Team for Research in
Ubiquitous Secure Technology

Turtles All The Way Down: Research Challenges in User-Based Attestation
Jonathan M. McCune, Adrian Perrig, Arvind Seshadri, Leendert van Doorn

Citation
Jonathan M. McCune, Adrian Perrig, Arvind Seshadri, Leendert van Doorn. "Turtles All The Way Down: Research Challenges in User-Based Attestation". Proceedings of the Workshop on Hot Topics in Security (HotSec), August, 2007.

Abstract
Current trusted computing technologies allow computing devices to verify each other, but in a networked world, there is no reason to trust one computing device any more than another. Treating these devices as turtles, the user who seeks a trustworthy system from which to verify others quickly realizes that it's “turtles all the way down” because of the endless loop of trust dependencies. We need to provide the user with one initial turtle (the iTurtle) which is axiomatically trustworthy, thereby breaking the dependency loop. In this paper, we present some of the research challenges involved in designing and using such an iTurtle.

Electronic downloads

Citation formats  
  • HTML
    Jonathan M. McCune, Adrian Perrig, Arvind Seshadri, Leendert
    van Doorn. <a
    href="http://www.truststc.org/pubs/286.html"
    >Turtles All The Way Down: Research Challenges in
    User-Based Attestation</a>, Proceedings of the
    Workshop on Hot Topics in Security (HotSec), August, 2007.
  • Plain text
    Jonathan M. McCune, Adrian Perrig, Arvind Seshadri, Leendert
    van Doorn. "Turtles All The Way Down: Research
    Challenges in User-Based Attestation". Proceedings of
    the Workshop on Hot Topics in Security (HotSec), August,
    2007.
  • BibTeX
    @inproceedings{McCunePerrigSeshadriDoorn07_TurtlesAllWayDownResearchChallengesInUserBasedAttestation,
        author = {Jonathan M. McCune and Adrian Perrig and Arvind
                  Seshadri and Leendert van Doorn},
        title = {Turtles All The Way Down: Research Challenges in
                  User-Based Attestation},
        booktitle = {Proceedings of the Workshop on Hot Topics in
                  Security (HotSec)},
        month = {August},
        year = {2007},
        abstract = {Current trusted computing technologies allow
                  computing devices to verify each other, but in a
                  networked world, there is no reason to trust one
                  computing device any more than another. Treating
                  these devices as turtles, the user who seeks a
                  trustworthy system from which to verify others
                  quickly realizes that it's “turtles all the way
                  down” because of the endless loop of trust
                  dependencies. We need to provide the user with one
                  initial turtle (the iTurtle) which is
                  axiomatically trustworthy, thereby breaking the
                  dependency loop. In this paper, we present some of
                  the research challenges involved in designing and
                  using such an iTurtle.},
        URL = {http://www.truststc.org/pubs/286.html}
    }
    

Posted by Adrian Perrig on 10 Sep 2007.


▶ **Exercise prompt**
Report back every line below that carries the word "velocity".

▶ **The data**
[Start of Attachment]

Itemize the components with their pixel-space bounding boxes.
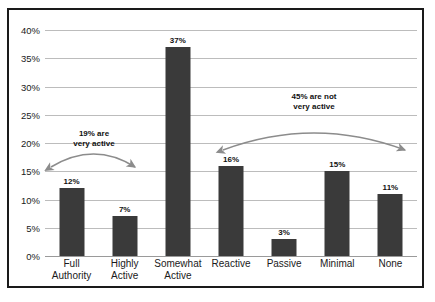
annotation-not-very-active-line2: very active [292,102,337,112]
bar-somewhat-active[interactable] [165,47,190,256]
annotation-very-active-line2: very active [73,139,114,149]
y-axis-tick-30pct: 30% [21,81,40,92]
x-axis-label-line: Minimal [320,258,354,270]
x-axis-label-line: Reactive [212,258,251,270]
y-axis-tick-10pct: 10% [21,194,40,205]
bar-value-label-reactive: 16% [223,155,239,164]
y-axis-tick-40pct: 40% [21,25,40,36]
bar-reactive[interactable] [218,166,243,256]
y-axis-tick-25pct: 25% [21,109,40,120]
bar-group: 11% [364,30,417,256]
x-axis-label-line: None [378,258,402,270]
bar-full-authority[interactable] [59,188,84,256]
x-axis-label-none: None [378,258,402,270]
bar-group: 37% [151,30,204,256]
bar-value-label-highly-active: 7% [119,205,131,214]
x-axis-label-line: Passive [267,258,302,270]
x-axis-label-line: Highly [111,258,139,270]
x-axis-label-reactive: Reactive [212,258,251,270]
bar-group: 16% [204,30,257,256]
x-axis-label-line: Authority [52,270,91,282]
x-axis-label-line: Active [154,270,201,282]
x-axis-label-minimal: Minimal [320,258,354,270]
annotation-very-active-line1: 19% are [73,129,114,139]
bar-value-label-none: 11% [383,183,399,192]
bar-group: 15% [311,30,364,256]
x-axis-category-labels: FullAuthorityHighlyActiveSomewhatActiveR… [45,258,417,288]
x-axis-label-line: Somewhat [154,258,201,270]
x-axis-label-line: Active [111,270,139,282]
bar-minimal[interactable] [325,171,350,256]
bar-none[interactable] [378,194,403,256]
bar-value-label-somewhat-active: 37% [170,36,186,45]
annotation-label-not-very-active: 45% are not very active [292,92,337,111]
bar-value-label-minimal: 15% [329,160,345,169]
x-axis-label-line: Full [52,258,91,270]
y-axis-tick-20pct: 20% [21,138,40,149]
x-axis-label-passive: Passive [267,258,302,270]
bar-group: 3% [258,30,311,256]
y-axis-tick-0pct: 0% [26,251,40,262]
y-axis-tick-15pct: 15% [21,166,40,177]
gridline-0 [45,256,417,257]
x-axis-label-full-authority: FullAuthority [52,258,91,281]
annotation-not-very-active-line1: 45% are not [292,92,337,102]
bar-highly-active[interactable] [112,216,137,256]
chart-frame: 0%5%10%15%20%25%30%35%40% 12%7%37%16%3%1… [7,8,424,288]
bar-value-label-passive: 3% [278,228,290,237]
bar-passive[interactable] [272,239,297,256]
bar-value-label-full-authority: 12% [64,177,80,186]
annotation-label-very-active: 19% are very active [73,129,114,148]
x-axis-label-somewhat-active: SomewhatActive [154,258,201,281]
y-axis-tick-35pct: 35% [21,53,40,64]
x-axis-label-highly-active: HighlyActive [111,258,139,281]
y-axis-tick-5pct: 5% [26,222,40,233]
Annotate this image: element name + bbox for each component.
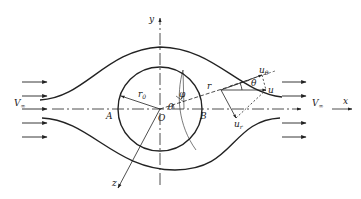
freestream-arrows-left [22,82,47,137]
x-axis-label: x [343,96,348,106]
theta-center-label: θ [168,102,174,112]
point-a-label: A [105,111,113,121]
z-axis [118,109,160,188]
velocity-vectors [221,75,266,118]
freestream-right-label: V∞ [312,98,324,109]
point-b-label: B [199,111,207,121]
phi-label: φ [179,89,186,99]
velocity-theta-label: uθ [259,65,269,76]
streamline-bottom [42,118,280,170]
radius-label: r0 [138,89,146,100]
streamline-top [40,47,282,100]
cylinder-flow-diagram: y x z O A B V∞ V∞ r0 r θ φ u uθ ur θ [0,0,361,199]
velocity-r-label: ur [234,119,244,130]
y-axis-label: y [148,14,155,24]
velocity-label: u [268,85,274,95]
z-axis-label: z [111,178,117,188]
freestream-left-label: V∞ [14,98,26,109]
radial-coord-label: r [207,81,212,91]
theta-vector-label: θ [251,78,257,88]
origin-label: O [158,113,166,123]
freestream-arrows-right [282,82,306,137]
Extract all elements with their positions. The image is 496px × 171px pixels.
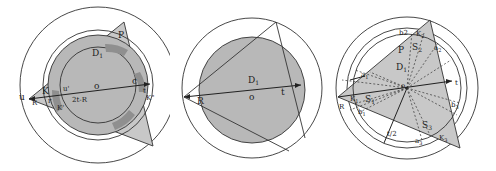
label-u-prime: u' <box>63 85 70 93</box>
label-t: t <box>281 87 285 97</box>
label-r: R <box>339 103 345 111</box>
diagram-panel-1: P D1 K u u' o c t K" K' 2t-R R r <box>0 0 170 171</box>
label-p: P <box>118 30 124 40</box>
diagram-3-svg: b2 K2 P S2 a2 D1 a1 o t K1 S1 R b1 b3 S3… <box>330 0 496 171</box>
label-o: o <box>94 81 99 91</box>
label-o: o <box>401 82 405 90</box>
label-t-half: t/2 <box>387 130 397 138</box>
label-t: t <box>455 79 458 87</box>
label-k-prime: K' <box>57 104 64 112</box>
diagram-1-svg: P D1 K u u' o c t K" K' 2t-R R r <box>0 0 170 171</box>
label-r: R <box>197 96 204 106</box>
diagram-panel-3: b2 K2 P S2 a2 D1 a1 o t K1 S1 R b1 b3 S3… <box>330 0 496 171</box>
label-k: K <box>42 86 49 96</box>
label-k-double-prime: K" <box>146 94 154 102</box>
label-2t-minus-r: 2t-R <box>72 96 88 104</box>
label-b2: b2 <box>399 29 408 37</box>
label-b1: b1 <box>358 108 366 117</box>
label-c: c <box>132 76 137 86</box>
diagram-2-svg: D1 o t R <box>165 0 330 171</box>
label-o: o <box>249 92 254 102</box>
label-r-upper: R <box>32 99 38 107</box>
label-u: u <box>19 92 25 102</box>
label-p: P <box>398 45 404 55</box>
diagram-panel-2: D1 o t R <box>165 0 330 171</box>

[End of Attachment]
[Start of Attachment]

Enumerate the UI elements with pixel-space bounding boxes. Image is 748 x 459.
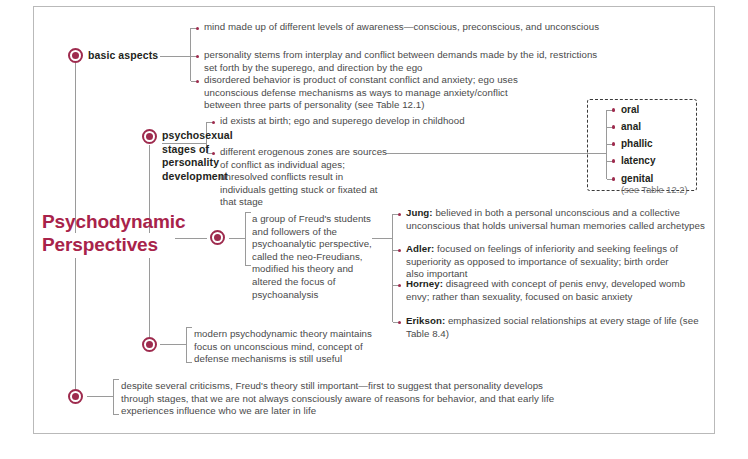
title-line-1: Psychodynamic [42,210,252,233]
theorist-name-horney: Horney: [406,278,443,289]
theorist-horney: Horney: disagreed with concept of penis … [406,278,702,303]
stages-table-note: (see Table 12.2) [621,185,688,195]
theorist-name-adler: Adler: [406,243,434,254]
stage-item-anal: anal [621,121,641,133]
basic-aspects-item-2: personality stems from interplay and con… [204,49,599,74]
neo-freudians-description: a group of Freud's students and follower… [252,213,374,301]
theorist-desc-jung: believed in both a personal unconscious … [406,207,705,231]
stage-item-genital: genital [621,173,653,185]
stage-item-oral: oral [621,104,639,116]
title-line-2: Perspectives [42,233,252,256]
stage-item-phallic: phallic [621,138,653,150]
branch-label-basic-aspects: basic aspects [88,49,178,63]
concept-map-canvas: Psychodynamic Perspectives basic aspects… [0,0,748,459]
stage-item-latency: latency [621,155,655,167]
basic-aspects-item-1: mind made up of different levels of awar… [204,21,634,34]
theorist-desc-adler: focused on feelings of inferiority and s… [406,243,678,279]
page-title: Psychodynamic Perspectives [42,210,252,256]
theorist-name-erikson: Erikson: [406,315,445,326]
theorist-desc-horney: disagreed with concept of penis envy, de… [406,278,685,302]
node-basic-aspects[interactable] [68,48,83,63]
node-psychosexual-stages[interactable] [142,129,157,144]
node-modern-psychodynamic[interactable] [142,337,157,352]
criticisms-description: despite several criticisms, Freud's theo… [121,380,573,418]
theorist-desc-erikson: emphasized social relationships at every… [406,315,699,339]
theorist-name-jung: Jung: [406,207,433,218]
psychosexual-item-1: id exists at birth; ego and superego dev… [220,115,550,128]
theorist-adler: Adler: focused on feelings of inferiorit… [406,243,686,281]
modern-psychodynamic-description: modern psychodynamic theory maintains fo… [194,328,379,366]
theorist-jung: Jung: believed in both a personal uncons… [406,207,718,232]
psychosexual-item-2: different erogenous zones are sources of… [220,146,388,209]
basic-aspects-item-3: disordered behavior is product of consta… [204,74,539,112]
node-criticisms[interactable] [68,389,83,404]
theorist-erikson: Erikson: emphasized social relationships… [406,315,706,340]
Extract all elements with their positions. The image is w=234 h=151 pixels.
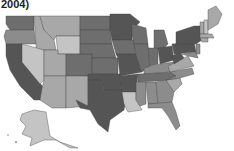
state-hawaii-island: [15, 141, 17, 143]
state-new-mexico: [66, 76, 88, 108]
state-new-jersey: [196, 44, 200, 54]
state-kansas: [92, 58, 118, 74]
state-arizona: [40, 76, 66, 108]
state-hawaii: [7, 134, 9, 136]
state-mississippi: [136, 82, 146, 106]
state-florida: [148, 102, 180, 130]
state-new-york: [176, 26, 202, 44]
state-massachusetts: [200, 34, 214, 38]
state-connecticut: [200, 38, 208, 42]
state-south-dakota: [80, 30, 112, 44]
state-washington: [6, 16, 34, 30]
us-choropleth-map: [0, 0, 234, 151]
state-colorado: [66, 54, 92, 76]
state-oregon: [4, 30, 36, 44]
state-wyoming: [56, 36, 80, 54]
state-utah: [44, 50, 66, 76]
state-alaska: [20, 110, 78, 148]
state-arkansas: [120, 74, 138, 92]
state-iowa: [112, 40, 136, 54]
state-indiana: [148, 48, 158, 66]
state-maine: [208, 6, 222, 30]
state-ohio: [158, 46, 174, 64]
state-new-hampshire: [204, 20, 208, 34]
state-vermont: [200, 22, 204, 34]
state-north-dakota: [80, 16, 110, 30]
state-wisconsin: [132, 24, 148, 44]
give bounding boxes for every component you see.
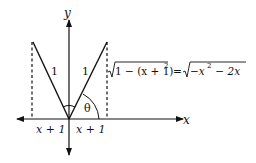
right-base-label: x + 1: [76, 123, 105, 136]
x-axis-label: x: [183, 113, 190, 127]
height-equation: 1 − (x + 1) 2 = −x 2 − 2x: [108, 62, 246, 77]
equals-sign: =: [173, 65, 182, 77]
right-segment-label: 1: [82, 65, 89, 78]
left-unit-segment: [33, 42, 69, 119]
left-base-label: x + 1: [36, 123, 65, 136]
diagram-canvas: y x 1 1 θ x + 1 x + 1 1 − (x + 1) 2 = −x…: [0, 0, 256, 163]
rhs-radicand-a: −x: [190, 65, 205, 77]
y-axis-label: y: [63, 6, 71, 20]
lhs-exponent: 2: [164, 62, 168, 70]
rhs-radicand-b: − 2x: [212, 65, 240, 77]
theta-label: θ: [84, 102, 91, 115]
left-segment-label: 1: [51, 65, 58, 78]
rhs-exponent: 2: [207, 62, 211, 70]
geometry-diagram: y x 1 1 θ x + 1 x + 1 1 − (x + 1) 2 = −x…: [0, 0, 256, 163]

[End of Attachment]
[Start of Attachment]

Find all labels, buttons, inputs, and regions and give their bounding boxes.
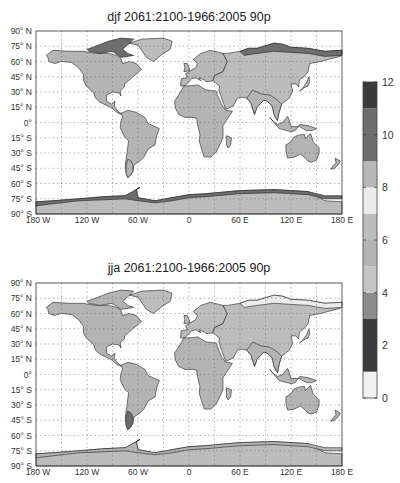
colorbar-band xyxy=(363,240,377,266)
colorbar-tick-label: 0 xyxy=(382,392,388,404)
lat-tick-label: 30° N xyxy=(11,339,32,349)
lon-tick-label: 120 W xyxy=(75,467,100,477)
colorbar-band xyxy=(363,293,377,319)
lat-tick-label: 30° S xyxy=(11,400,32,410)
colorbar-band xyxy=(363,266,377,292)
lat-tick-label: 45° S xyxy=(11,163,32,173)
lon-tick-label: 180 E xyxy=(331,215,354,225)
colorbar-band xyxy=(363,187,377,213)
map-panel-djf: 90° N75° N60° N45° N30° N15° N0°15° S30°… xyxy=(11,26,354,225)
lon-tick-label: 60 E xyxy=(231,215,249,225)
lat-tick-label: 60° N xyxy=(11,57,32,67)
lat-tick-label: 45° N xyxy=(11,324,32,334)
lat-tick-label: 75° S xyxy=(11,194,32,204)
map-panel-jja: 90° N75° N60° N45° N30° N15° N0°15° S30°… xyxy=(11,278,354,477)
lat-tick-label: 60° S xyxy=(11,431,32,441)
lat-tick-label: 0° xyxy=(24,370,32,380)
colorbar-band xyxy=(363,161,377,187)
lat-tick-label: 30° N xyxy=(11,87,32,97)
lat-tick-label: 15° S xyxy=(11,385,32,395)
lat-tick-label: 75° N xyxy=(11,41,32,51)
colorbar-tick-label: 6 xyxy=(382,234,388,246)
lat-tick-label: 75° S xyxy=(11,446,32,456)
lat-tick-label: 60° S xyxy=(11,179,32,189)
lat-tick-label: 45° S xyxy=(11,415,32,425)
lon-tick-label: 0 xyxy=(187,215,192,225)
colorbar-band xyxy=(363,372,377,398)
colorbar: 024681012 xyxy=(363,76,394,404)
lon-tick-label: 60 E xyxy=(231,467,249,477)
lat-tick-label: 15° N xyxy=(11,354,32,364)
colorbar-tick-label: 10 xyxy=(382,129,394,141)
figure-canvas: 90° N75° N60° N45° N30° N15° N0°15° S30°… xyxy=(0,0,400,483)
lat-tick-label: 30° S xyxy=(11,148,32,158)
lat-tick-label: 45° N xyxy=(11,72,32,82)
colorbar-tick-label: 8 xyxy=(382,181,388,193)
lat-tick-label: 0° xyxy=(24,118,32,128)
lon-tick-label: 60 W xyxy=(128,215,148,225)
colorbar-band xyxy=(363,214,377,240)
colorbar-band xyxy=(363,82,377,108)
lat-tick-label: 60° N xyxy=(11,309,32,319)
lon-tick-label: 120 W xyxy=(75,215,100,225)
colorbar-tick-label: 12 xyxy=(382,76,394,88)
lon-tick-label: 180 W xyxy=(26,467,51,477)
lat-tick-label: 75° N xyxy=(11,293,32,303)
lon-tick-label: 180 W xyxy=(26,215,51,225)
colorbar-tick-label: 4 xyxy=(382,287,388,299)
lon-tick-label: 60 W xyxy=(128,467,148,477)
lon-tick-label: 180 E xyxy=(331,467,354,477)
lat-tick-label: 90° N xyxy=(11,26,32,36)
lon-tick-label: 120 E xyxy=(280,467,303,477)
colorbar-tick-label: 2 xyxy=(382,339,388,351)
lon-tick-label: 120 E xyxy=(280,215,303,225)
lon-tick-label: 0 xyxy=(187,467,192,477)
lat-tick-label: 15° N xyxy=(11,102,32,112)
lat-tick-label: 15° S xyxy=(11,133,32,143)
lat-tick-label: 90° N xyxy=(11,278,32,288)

[End of Attachment]

▶ **Solution for this problem**
velocity-vectors [221,75,266,118]
velocity-theta-label: uθ [259,65,269,76]
velocity-r-label: ur [234,119,244,130]
velocity-label: u [268,85,274,95]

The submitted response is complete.